If I were to do some rough math I'd say it would cost about $300/CAD per month.
My goal is once we are approved to start accepting donations that I can purchase dedicated hardware for this instance. I'd get a used server at about $2300 which would be sufficient a good amount of extra users and through it into its own dedicated shared colo at about $100/month. Factor in about $300-400 a year for drive replacements and we are left with $2300 / 12 month= 191.66 + 100/month for the shared 1u colo + a budget of $400 for drive failures throughout the year $33/month. 191.66 + 100 + 33 = $324.66/month for the first year dropping to about $133 per month after the first 12 months. It's worth noting that this method would give us double the amount of resources and quite a bit of extra storage.
Ideally we don't keep this instance on a single server forever and start to think about spreading it over multiple hosts at or after around 100K users (or less if the number of active users is high).
If someone wanted to host an instance they would not need to allocate as much resources as I have to this instance and depending on how active the instance gets could run off something a lot less powerful.
I really appreciate the information, it's very interesting to me. Given that you have a fairly specific price in mind for a server, what kind of hardware are you thinking of?
I love the transparency. I think we can easily reach that mark. Whenever you get approved for donations we'll be ready. I've got at least tree fiddy in my account
Have you considered the implications of hardware failure on uptime? And where the cost to maintain a physical hardware will come from? What about scaling requirements?
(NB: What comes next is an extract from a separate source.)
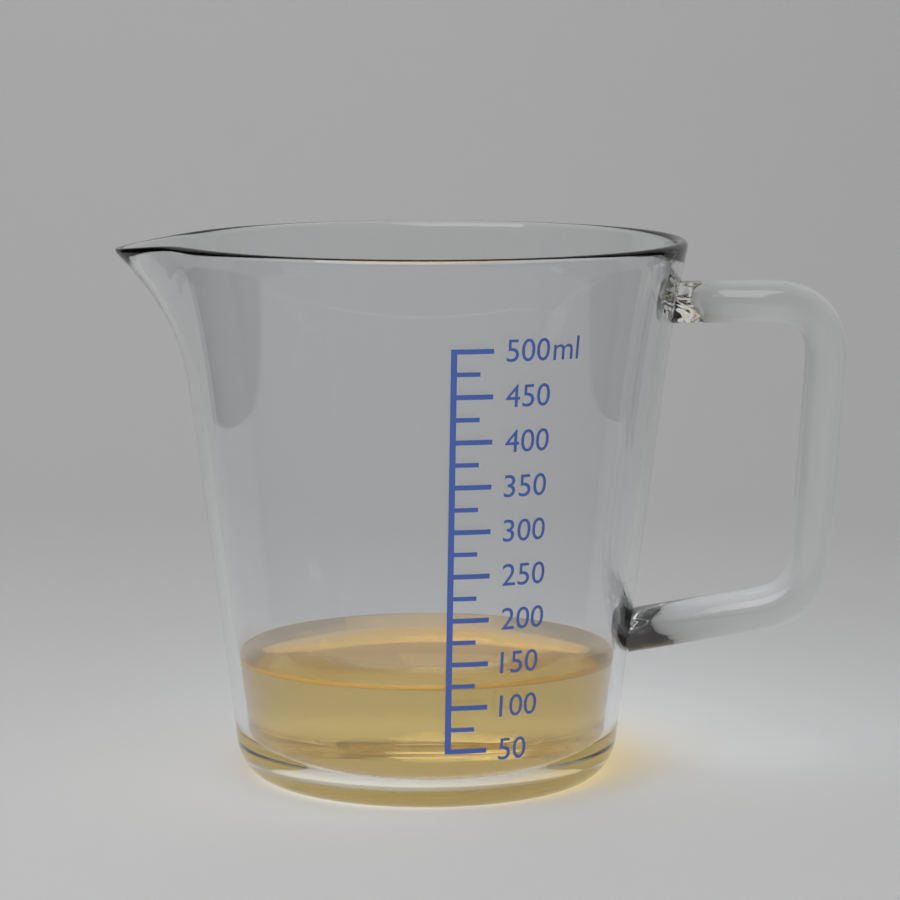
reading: 125 ml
I'm not a network engineer, but I've been involved in the corporate argument of Cloud vs On-Prem. hosting for years now. The costs always come out better for Cloud when factoring in other indirect costs like facilities and labor.
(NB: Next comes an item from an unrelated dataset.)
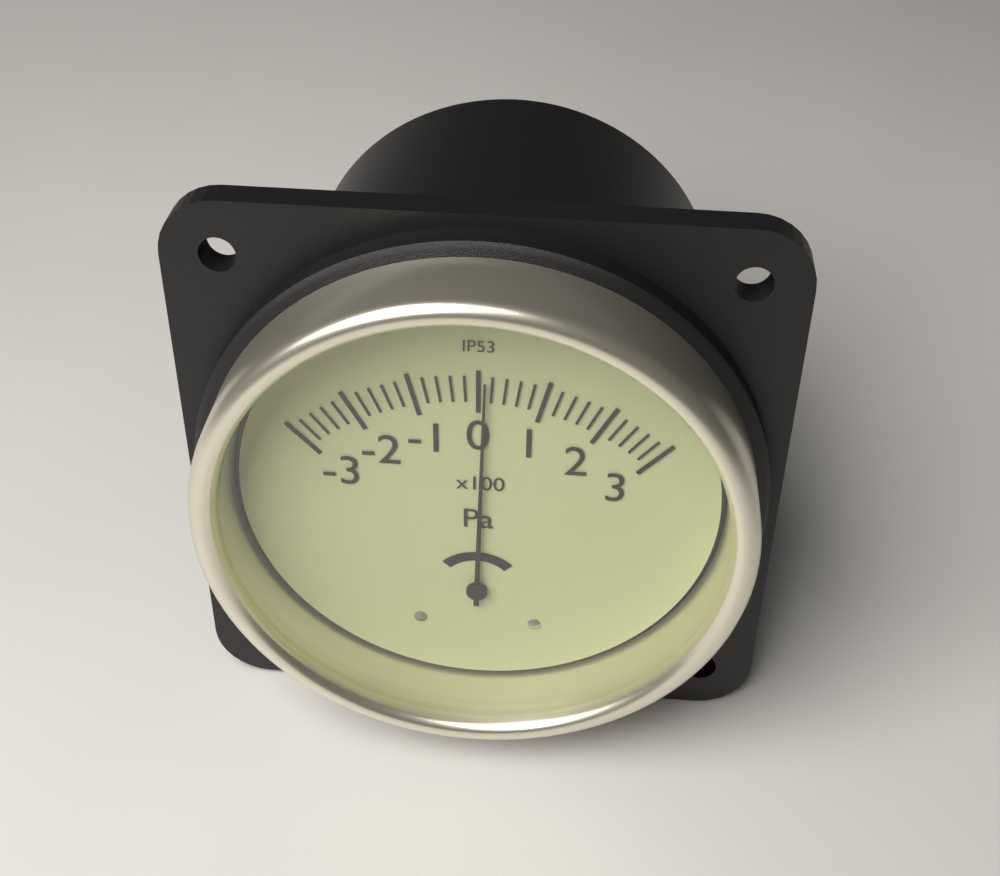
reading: 10 Pa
Granted it's always been on the scale of hundreds of millions to billions of dollars, and I haven't run the numbers on smaller requirements. I just wouldn't want to expose additional points of failure in return for slightly lower monthly costs.
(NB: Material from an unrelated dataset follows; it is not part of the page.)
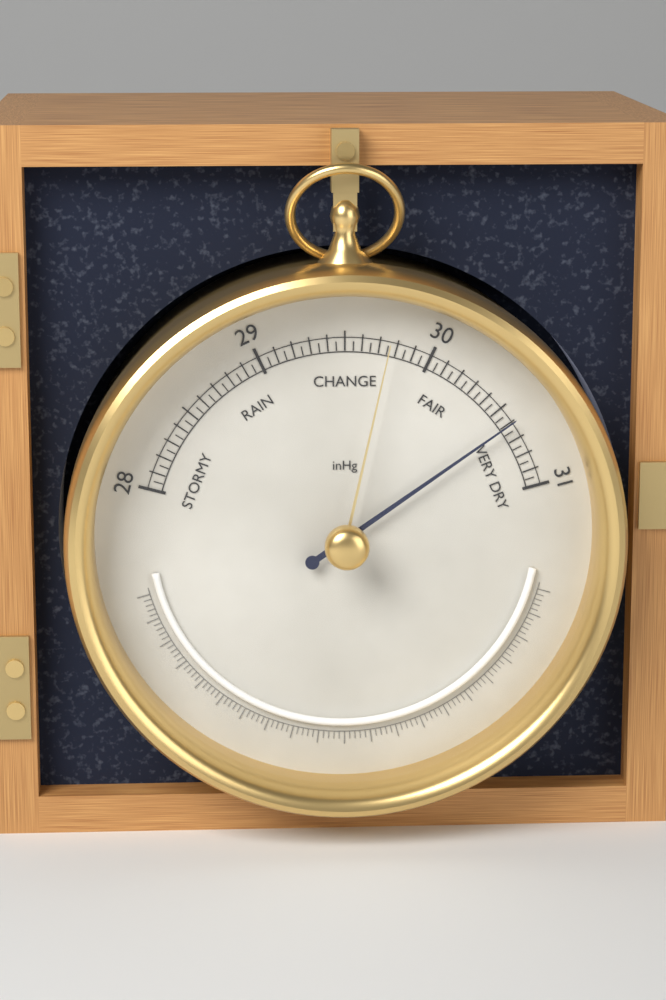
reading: 30.60 inHg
I think the cost always come out better for cloud for a given reliability level. But this is a volunteer run thing, so we won't mind if there is some more important downtime than on reddit or Twitter.
I really do think that if your objective is not reaching 100% uptime but cost reduction, then on prem really becomes the cheapest option
Thank you for the money and time you put into making this instance work and keeping it working. I imagine the responsibility that comes from all this is both a joy and a burden.
There is a pinned post on this community. It reads:
Firstly, the issue of donations. Since the inception of this instance, your most frequent request has been the ability to make contributions to support my initiative. While initially, I had never intended to accept donations, I’ve come to realize the value this brings in ensuring our platform’s sustainability. In response to your requests, within the next week, I will be introducing several options for those of you who wish to donate. I want to emphasize that these donations are entirely optional and will directly support our instance’s operational necessities - dedicated hardware, colocation fees, email services, and more.
Major performance problems have been fixed in Lemmy in the past 48 hours, with more pending in the next 24. The latest code on GitHub is far better than 0.17.4/0.18.0 in terms of hammering the server.